When we breed cattle, we’ve engaged in the “long game” of genetic progress. Our goal is to make this generation better than the last one. This sustained genetic progress is built on making the right decisions more often than not. By the “right decision,” I mean that the animals (AI sire choice, bull purchase, replacement heifer selection), we are choosing are the animal(s) with the best actual genetic merit for the traits that align with our breeding goal.

EPDs are our best tool for ensuring that our selection decisions are “right” more often. Darrell discussed at length in the March issue that EPDs allow us to break an animal’s phenotype into its environmental and genetic components.
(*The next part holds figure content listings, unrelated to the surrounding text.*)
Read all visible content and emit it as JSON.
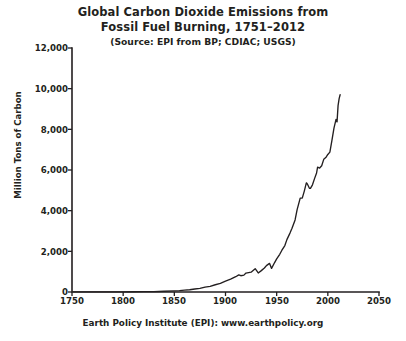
{
  "chart_data": {
    "type": "line",
    "title": "Global Carbon Dioxide Emissions from Fossil Fuel Burning, 1751–2012",
    "title_lines": [
      "Global Carbon Dioxide Emissions from",
      "Fossil Fuel Burning, 1751–2012"
    ],
    "source_note": "(Source: EPI from BP; CDIAC; USGS)",
    "footer": "Earth Policy Institute (EPI): www.earthpolicy.org",
    "xlabel": "",
    "ylabel": "Million Tons of Carbon",
    "xlim": [
      1750,
      2050
    ],
    "ylim": [
      0,
      12000
    ],
    "xticks": [
      1750,
      1800,
      1850,
      1900,
      1950,
      2000,
      2050
    ],
    "xtick_labels": [
      "1750",
      "1800",
      "1850",
      "1900",
      "1950",
      "2000",
      "2050"
    ],
    "yticks": [
      0,
      2000,
      4000,
      6000,
      8000,
      10000,
      12000
    ],
    "ytick_labels": [
      "0",
      "2,000",
      "4,000",
      "6,000",
      "8,000",
      "10,000",
      "12,000"
    ],
    "grid": false,
    "legend": false,
    "line_color": "#231f20",
    "background_color": "#ffffff",
    "series": [
      {
        "name": "Global CO2 emissions from fossil fuel burning",
        "units": "million tons of carbon",
        "x": [
          1751,
          1760,
          1770,
          1780,
          1790,
          1800,
          1810,
          1820,
          1830,
          1840,
          1850,
          1855,
          1860,
          1865,
          1870,
          1875,
          1880,
          1885,
          1890,
          1895,
          1900,
          1905,
          1910,
          1913,
          1915,
          1918,
          1920,
          1925,
          1929,
          1932,
          1935,
          1938,
          1940,
          1943,
          1945,
          1948,
          1950,
          1953,
          1955,
          1958,
          1960,
          1963,
          1965,
          1968,
          1970,
          1973,
          1975,
          1977,
          1979,
          1980,
          1982,
          1983,
          1985,
          1987,
          1989,
          1990,
          1992,
          1994,
          1996,
          1998,
          2000,
          2002,
          2004,
          2006,
          2008,
          2009,
          2010,
          2011,
          2012
        ],
        "values": [
          3,
          3,
          4,
          5,
          7,
          8,
          11,
          15,
          22,
          35,
          54,
          68,
          91,
          109,
          147,
          178,
          236,
          281,
          357,
          423,
          534,
          629,
          751,
          843,
          800,
          830,
          932,
          975,
          1145,
          938,
          1052,
          1180,
          1299,
          1409,
          1160,
          1448,
          1630,
          1855,
          2043,
          2283,
          2577,
          2897,
          3136,
          3545,
          4053,
          4614,
          4615,
          4964,
          5369,
          5315,
          5103,
          5095,
          5271,
          5575,
          5852,
          6143,
          6098,
          6211,
          6524,
          6613,
          6765,
          6880,
          7452,
          8062,
          8487,
          8366,
          9167,
          9500,
          9700
        ],
        "annotations": [
          {
            "label": "1751 start of series",
            "x": 1751,
            "y": 3
          },
          {
            "label": "World War I decline",
            "x": 1918,
            "y": 830
          },
          {
            "label": "Great Depression low",
            "x": 1932,
            "y": 938
          },
          {
            "label": "World War II end decline",
            "x": 1945,
            "y": 1160
          },
          {
            "label": "Oil crisis plateau",
            "x": 1982,
            "y": 5103
          },
          {
            "label": "2012 latest value",
            "x": 2012,
            "y": 9700
          }
        ]
      }
    ]
  }
}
This allows us to make selection decisions only on our statistical estimate of an animal’s genetic potential. This month, Darrell discusses the concepts of accuracy and possible change, two values associated with an EPD that directly affect selection accuracy.

In March’s issue, J.R. Tait described the differences between pedigree and genomic relationships. We know that siblings receive 50% of their DNA from each parent. WHICH 50% they get differs. Anyone with a brother or sister (who isn’t an identical twin) knows that significant phenotypic differences (I don’t know about you, but I’m sure better looking than my little brother) can exist between full siblings raised in the same environment. This is a function of what we call Mendelian Sampling, or more simply put, the random sampling of genes. This randomness of passing on of genes from parents to their offspring is why we resemble our relatives but don’t look identical to them. Our goal with EPDs is to estimate which genes an animal inherited from its parents. Typically this has come from information on offspring or relatives (i.e., a bull with larger progeny is likely to have inherited more favorable DNA chunks that control size). The more information on an animal, the more accurate our estimate of that value (and their EPD) will be.
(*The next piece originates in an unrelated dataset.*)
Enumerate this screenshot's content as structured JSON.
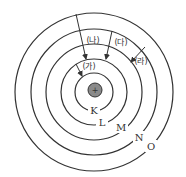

Genomics has revolutionized the way that we calculate EPDs and make selection decisions. As Darrell discussed, traditionally, the way that we’ve seen EPD accuracies increase is through the addition of progeny or relative records into the genetic evaluation. This means that for producers who buy young bulls, the limited amount of information makes accuracy relatively low. Genomic tests can increase

the accuracy of EPDs without progeny being added to the evaluation.

When we genomically test an animal, we directly observe the genotype at a huge number of positions in an animal’s DNA. While most cattle share the exact same genotype at a given position (over 99.9% of DNA bases are the same), the differences that exist can tell us a lot about an animal and how it is related to other members of the population.
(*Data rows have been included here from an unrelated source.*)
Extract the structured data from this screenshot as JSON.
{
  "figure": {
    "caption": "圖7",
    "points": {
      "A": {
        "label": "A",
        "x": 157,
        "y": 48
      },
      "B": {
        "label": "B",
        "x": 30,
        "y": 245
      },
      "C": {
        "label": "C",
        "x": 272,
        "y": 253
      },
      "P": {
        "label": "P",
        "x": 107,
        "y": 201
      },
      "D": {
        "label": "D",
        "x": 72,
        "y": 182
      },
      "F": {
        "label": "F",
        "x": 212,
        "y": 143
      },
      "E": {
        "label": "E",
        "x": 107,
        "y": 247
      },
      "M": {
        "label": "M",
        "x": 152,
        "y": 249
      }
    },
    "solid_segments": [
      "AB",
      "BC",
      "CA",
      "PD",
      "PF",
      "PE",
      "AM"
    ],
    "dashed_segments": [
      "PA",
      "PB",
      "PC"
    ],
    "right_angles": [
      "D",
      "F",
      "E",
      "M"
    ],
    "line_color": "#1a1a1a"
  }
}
We can use genomic testing to increase the accuracy of EPDs because it allows us to quantify the amount of DNA shared between individuals directly. In the figure below, you’ll see that three full siblings share 50% of their DNA with each parent. However, WHICH 50% that they share is different. Instead of assuming an animal shares 25% of its DNA with each grandparent (the assumption we make in pedigree-based EPDs) and that they’ll inherit 25% of each grandparent’s genetic potential, genomics allows us to directly observe which DNA chunks were inherited.

Using genomics can better understand the relationships between individual animals in EPD calculations. The advantage is a boost in accuracy without waiting for offspring information to roll into the evaluation. Genomics allows animals that don’t share a pedigree link to “borrow” information from animals with which they share chunks of DNA.

A genomic evaluation works almost identically to a traditional pedigree-based evaluation. The only difference is that genomics account for relationships when available as opposed to pedigree relationship estimates. The result is more accurate EPDs, especially for younger, unproven animals. Having a genomic test on an unproven animal is equal to having that animal with performance records plus a few progeny on the ground. This can take the animal from having a weaning weight accuracy of around 0.05 up to a 0.25 accuracy or above. The accuracy boost that an EPD receives from genomics will differ based on the trait. The increase in accuracy will usually come along with a shift in the EPD itself. While these are typically modest shifts, they can sometimes be large. Further, an increase in accuracy doesn’t guarantee that the EPD will improve in the favorable direction, just that it is a better estimate of the animal’s true genetic merit. One important thing to remember is that a genomic evaluation ALWAYS needs phenotypes reported on individuals to be successful. Genomics helps us boost accuracy, but reliable phenotypes on animals with genotypes are essential to the long-term success of a genetic evaluation.